Wednesday, January 1, 2014

How To Manage Your Printers Easily In Windows 8

It seems that printers are here to stay for a long time. You will have to suffer the irritating burden of frequent attendant jams, empty trays, and incessant thirst for toner and ink. However, if you are using Windows 8, then Windows 8 drivers offer some amazing assistance in configuring and managing these contraptions. This assistance is in the form of 13 PowerShell cmdlets.

Among the many new PowerShell nouns which are now used, are printerdriver, printjob and printer, amongst Windows 8 and Windows Server 2012. For connecting the printer to a PC, you require either a cable, probably USB or a network connection, between the two devices, and a printer driver. Actually, printer drivers enable the creation of printers (the software object type), and then printers create print jobs, and the print jobs then create the desired print output.

To manage Print drivers

Initially, you require managing printer drivers just the way you do the other Windows 8 drivers, Power Shell’s get-printerdriver, add-printerdriver, get-printerdriver, and remove-printerdriver can do that. For doing this you require local administrative powers for adding or removing printer drivers with these cmdlets.

A driver name should exactly match a known driver; otherwise, you will certainly get errors .It is possible to uncover a driver’s “magic name” quite easily either by typing get-printerdriver on a PC that already has that driver loaded, or going inside the .inf file associated with any printer driver. When you browse for the file, you would see some code written as below:

;

; Model sections.

[DELL]

"Dell Color Laser 1320c" = DLHSNZP1,LPTENUM\DellColor_Laser_132010D5

"Dell Color Laser 1320c" = DLHSNZP1,USBPRINT\DellColor_Laser_132010D5

This goes on a bit longer, but you can then see that there is a string after the vendor name, and this is most of the time the “magic name” for the driver.
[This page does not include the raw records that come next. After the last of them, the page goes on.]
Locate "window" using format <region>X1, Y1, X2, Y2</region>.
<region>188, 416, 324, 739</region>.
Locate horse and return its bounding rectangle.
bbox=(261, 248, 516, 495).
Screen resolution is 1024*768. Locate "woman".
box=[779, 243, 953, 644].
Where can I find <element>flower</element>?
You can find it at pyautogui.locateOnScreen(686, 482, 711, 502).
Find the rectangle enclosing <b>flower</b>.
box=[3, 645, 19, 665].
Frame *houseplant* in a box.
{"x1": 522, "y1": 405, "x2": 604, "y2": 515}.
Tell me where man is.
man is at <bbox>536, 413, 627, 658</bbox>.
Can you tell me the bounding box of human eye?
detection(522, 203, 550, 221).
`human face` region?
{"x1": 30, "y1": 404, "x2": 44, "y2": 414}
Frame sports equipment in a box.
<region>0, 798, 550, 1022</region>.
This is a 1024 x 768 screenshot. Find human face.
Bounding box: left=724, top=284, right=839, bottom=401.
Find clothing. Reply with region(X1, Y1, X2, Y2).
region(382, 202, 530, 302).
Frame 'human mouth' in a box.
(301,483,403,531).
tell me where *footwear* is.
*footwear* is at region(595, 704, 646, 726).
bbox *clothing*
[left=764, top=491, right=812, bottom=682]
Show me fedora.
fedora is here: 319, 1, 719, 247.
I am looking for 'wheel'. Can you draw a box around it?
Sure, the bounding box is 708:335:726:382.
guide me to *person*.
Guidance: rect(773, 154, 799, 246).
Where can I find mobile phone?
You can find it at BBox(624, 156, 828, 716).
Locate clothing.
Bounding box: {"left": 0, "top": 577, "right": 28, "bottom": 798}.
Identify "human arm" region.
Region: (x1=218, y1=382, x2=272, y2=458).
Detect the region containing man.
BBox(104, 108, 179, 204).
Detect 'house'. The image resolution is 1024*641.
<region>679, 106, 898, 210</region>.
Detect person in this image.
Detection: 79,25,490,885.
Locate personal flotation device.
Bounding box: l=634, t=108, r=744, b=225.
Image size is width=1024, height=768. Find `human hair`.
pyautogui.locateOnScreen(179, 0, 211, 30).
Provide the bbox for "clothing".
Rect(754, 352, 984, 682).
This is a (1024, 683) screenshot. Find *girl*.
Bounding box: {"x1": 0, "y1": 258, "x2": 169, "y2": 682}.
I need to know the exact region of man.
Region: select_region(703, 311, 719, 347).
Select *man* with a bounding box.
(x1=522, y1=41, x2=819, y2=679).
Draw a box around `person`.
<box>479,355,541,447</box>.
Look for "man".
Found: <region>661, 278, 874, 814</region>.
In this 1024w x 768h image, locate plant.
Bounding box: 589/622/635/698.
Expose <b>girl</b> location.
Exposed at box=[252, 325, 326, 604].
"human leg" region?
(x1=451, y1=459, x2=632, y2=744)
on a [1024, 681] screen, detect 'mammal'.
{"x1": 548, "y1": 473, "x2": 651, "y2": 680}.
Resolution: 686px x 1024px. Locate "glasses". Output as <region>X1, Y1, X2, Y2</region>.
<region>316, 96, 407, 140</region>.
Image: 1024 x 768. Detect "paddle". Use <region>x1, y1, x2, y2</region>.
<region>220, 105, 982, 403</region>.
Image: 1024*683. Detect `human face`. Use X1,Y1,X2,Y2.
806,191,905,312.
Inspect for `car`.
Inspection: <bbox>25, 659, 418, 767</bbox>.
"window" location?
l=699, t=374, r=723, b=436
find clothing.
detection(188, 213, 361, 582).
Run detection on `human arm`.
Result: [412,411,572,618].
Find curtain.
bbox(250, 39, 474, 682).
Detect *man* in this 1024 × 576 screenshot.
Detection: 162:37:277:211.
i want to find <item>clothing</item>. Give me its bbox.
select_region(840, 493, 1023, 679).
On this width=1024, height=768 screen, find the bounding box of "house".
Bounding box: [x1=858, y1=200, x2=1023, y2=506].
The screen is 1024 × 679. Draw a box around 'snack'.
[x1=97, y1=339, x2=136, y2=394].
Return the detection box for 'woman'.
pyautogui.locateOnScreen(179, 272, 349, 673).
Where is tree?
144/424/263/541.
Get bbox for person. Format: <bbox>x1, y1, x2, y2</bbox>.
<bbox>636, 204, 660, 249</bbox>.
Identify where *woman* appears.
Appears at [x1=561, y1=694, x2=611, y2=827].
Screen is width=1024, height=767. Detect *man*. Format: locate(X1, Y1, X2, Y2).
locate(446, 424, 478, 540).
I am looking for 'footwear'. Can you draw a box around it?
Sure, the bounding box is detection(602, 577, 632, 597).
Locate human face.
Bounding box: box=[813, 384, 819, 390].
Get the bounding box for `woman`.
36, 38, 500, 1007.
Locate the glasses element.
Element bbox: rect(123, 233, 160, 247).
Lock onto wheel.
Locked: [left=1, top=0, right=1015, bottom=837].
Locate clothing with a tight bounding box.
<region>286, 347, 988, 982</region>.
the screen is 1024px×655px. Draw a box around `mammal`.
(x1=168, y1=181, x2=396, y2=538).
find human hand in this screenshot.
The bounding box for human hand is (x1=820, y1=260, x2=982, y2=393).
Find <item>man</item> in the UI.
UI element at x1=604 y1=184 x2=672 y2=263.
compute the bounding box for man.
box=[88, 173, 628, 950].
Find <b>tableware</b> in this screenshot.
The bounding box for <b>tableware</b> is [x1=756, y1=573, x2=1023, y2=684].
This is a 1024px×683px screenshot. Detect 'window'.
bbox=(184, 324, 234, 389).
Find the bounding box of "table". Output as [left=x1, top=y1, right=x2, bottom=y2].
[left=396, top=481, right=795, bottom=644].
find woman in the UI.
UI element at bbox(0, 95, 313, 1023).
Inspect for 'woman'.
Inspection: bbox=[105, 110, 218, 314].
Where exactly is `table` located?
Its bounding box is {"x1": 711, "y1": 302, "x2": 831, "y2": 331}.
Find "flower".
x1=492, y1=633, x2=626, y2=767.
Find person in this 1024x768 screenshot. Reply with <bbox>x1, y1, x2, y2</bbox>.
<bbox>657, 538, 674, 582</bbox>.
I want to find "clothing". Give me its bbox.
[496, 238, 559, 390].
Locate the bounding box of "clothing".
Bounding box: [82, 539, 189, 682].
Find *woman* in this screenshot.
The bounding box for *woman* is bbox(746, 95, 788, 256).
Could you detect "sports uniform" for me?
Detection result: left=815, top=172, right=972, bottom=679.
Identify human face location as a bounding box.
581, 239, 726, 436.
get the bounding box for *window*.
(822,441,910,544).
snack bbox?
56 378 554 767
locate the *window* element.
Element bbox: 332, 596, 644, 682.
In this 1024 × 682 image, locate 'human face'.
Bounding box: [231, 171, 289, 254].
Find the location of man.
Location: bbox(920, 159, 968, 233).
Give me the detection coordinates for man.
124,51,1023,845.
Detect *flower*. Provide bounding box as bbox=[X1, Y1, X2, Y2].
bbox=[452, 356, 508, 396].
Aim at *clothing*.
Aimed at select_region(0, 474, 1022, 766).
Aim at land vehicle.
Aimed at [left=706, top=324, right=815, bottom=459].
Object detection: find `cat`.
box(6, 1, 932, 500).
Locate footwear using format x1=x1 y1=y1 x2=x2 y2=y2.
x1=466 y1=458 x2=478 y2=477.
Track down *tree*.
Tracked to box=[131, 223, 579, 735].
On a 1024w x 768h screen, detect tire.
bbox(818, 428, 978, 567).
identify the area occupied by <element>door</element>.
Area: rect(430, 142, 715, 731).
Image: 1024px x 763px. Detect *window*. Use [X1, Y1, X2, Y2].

Another feature is Add-printerdriver. As per the documentation, you can load a driver that is not already there in your computer system driver store with the -infpath option:

add-printerdriver -name "Waxtronic 320" -infpath "c:\drivers\waxtronic\wi949.inf"

However, the world’s largest software maker is so sure of this capability that the –infpath option and the driver name are built in as positional parameters, allowing you to enter the above code as: add-printerdriver "Waxtronic 320" "c:\drivers\waxtronic\wi949.inf"

The problem is, neither formulation seems to work. However, the much older Pnputil command seems to work. This provides wonderful driver management help, including the ability to install any given driver. Here is the command:

pnputil –i –a "c:\drivers]waxtronic\wi949.inf" (c drive or whichever drive your OS is installed.)

That was some information on managing the printer drivers in your system. For further assistance, get in touch with our support team.